When I have a bug of the sort “nothing is working” or “the peripheral is acting like the processor isn’t talking to it”, the digital multimeter (DMM or DVM) is the tool I start with. It sits on my desk, all the time, even after a clutter purged. It is easy to use but a very yes/no, working/not working sort of tool. It is kind of binary, like a hammer. It is either hitting the nail or not.
If something is not working, the next tool is an oscilloscope. Like a microscope for electrons, an oscilloscope will let me see what is going on. However, to get an oscope, I need to call an EE friend and ask if I couldn’t please borrow his scope (he always says yes). Then I head over to his house after he gets home from work (I think his wife is afraid of the garage) and pick up the scope. I usually get it for a week or two, depending on whether he’s got a weekend project planned. (This is Phil of Weekend Engineering so he often has weekend projects planned.)
Where I’m going here… using an oscope requires planning. It requires me to admit my bug can’t be solved by just trying something else, that typing another line of code or doing a recompile isn’t enough. An embarrassing amount of my time is tweaking my code to do one thing just a little different. Admitting I can’t do that until it magically works, well, it takes a little while.
Even when I have 24/7 access to a scope, using it still means figuring out where to attach the probes to the board and configuring the scope. Admitting I have a problem, a real problem and not just a typo, is oddly difficult. I should just be able to figure it out.*
*This is a myth. A complete and total myth.
When I worked at HP, there were plenty of scopes around. But they all weighed 40-60 lbs (and dropping it would have been *bad* because they were hideously expensive (like 1/2 year salary expensive)). So in addition to admitting to myself I needed help, I had to find a big strong man to carry the thing for me. Who would inevitably offer to help me connect it to my board and then take credit for the solution. (Why didn’t we just put the darn thing on wheels? As I look back, I’m a little frustrated by that idiocy.)
There was another tool I used a few times there, one that I think was on wheels: the logic analyzer. It hooked up to dozens of digital signals and would help me figure out what was going on all over the system. But it was a very difficult tool to use (its manual was about four times longer than the oscilloscope manual and it cost a whole year’s salary). So to use the logic analyzer, I had to admit the problem was big enough to stop my normal work for three days, get someone to help me transport it, get another someone to modify my board so the signals were available, set up the analyzer, and then, within a few hours of getting the information, solve my bug.
Once I admitted the scale of the problem warranted a tool of that magnitude, and put in the diligent effort of setting up the tool, the solution was always obvious.
Now logic analyzers are tiny widgets that plug into USB ports and take all of ten minutes to set up. (I did it (almost) live unboxing of the Saleae Logic on my new podcast.)
But I still have to admit I need it. I wonder if I’m going about this wrong. In the past, I’ve always waited for a problem to happen. Then I’ve waited until I determined I couldn’t solve it the easy way (poke, poke, poke). Then I grudgingly admit it won’t fall to trivial debugging. Then I pull out whatever tool will help, grudgingly (still) hook it up and configure it. Then (usually), the problem falls fairly quickly.
First, the grudgingly parts… the fact that I can’t type my way out of a problem doesn’t make me stupid. I know that and yet… this is what programming is to many people.
Once I got my itty-bitty, super cheap new analyzer set up, I left it in place. And now I’ve moved on to other issues, just adding more signals. It is really handy. I can look at things whenever I want… before I start tippy typing randomly and pressing the recompile clean button for no reason.
But some tools take time and they don’t look like forward progress. It is hard to know when to throw in the towel on being a monkey typing randomly (and when to stop hoping Google, Stack Overflow, and caffeine can solve your problem). On the other hand, reading the manual or getting the right tool or taking a class… well, sometimes it is necessary to take a step to the side to get on to the fast track to the solution.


▸ Exercise details: Make an exact copy of the records, leaving out the images.

(Records from a data collection)
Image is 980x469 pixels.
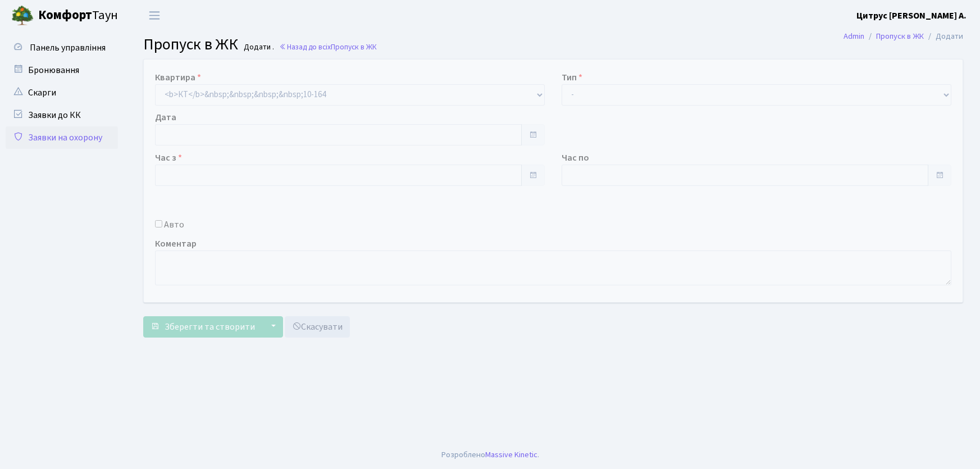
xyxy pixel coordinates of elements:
a: Панель управління [6,37,118,59]
div: Розроблено . [441,449,540,461]
a: Назад до всіхПропуск в ЖК [279,42,377,52]
b: Цитрус [PERSON_NAME] А. [856,9,967,22]
a: Заявки на охорону [6,126,118,149]
li: Додати [924,30,963,42]
span: Пропуск в ЖК [143,33,239,56]
a: Заявки до КК [6,104,118,126]
button: Переключити навігацію [141,7,169,25]
label: Дата [155,110,176,125]
a: Бронювання [6,59,118,81]
img: logo.png [11,5,34,27]
span: Панель управління [30,42,106,54]
label: Квартира [155,71,201,84]
a: Massive Kinetic [486,449,538,461]
label: Авто [164,218,184,231]
button: Зберегти та створити [143,316,262,338]
a: Скасувати [285,316,350,338]
b: Комфорт [38,7,92,25]
a: Цитрус [PERSON_NAME] А. [856,9,967,23]
label: Коментар [155,237,196,251]
span: Зберегти та створити [165,321,255,333]
nav: breadcrumb [827,25,980,48]
label: Час по [562,151,590,165]
small: Додати . [241,42,274,52]
label: Тип [562,71,583,84]
span: Таун [38,7,118,25]
label: Час з [155,151,182,165]
a: Пропуск в ЖК [876,30,924,42]
a: Admin [844,30,865,42]
span: Пропуск в ЖК [331,42,377,52]
a: Скарги [6,81,118,104]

▸ Problem solution:
Image is 980x469 pixels.
xyxy pixel coordinates of elements:
a: Панель управління [6,37,118,59]
div: Розроблено . [441,449,540,461]
a: Назад до всіхПропуск в ЖК [279,42,377,52]
b: Цитрус [PERSON_NAME] А. [856,9,967,22]
a: Заявки на охорону [6,126,118,149]
li: Додати [924,30,963,42]
span: Пропуск в ЖК [143,33,239,56]
a: Заявки до КК [6,104,118,126]
button: Переключити навігацію [141,7,169,25]
label: Дата [155,110,176,125]
a: Бронювання [6,59,118,81]
img: logo.png [11,5,34,27]
span: Панель управління [30,42,106,54]
label: Квартира [155,71,201,84]
a: Massive Kinetic [486,449,538,461]
label: Авто [164,218,184,231]
button: Зберегти та створити [143,316,262,338]
a: Скасувати [285,316,350,338]
b: Комфорт [38,7,92,25]
a: Цитрус [PERSON_NAME] А. [856,9,967,23]
label: Коментар [155,237,196,251]
span: Зберегти та створити [165,321,255,333]
nav: breadcrumb [827,25,980,48]
label: Час по [562,151,590,165]
small: Додати . [241,42,274,52]
label: Тип [562,71,583,84]
span: Таун [38,7,118,25]
label: Час з [155,151,182,165]
a: Пропуск в ЖК [876,30,924,42]
a: Admin [844,30,865,42]
span: Пропуск в ЖК [331,42,377,52]
a: Скарги [6,81,118,104]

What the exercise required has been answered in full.